The Trump admin is now cracking down on them to lower prices and stop the collusion 👏🏻

“Half of these meatpacking giants, including the largest meatpacker in the world, are either foreign owned or have significant foreign ownership and control, making them a threat not just to our cattle producers, but a threat to America itself.”

“And as time has gone on, it becomes more and more clear that food security is truly national security.”

“The brutal reality is that such foreign ownership of meatpackers has been affiliated not just with corruption, but also cartels and as recent as last week, slave labor, which is bad enough on its own, but it’s also to the detriment of America’s great independent ranchers and consumers.”

“Further, when just four firms control a market, suppliers and food prices are rocked heavily when disruptions occur.”

“President Trump is acutely aware of these challenges as evidenced by his true social directive last November, directing the Department of Justice to investigate the big four meatpackers for potential collusion and price manipulation.

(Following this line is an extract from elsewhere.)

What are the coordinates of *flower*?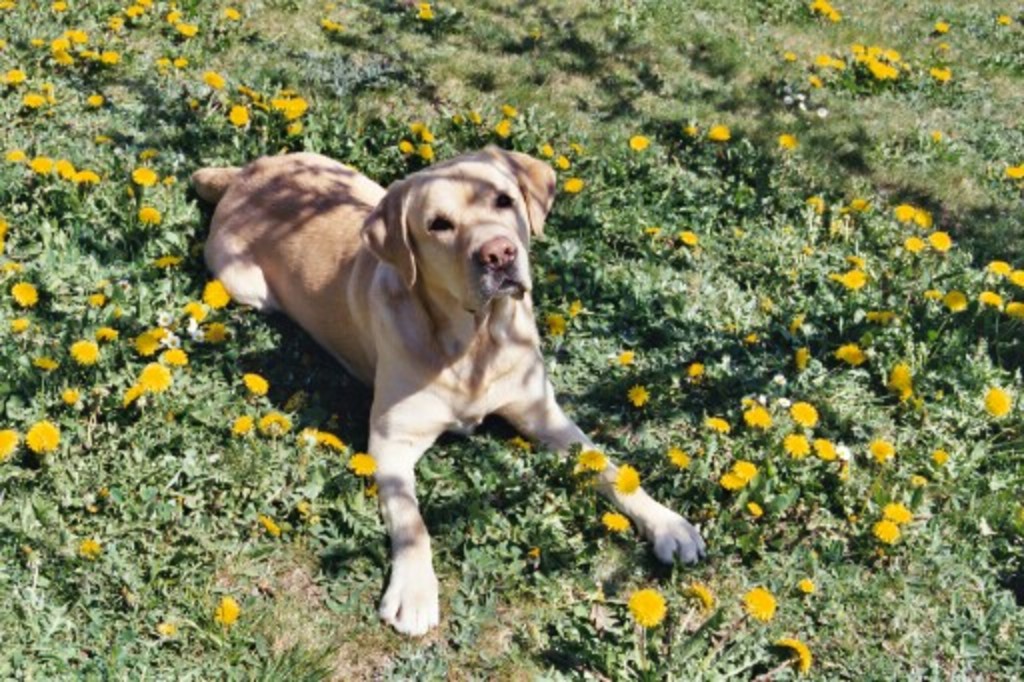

Ensuring these practices do not happen will protect both producers and consumers.”

Ever wonder why your burger costs more than gas these days? Let’s trace it back. JBS—Brazil’s meat empire, built by the Batista brothers—has a rap sheet longer than a cattle drive. Bribery scandals in Brazil? Check: $3.2 billion fine, payoffs to 1,900+ politicians, even SEC slaps for foreign corruption tied to U.S. acquisitions. Yet they own the biggest chunk of America’s meatpacking game—controlling beef, pork, poultry lines from feedlot to fork.

Look at the numbers: U.S. beef prices spiked 13.9% last year, heading for another 6.9% jump in 2026. Sure, drought and herd shrinks play in—but when four giants (JBS, Tyson, Cargill, National) process nearly half the nation’s beef, market power whispers louder than supply chains. Tight cattle? Or just tighter margins for ranchers while packers cash in?
Take a peek at these lines: workers carving up carcasses in massive plants…

…and your local grocery shelf staring back with ribeyes at $16+ a pound.

The Batistas? Still billionaires, still steering from the shadows.

And prices? Ground beef hovering around six bucks a pound now—up 50% since 2020. Coincidence? Or consolidation?

So ask yourself: Is this just ‘supply and demand’? Or are we paying premium for a system where one foreign-owned giant calls the shots—while ranchers scrape by and families skip steak? Who’s really profiting… and why does it feel like we’re the ones getting butchered?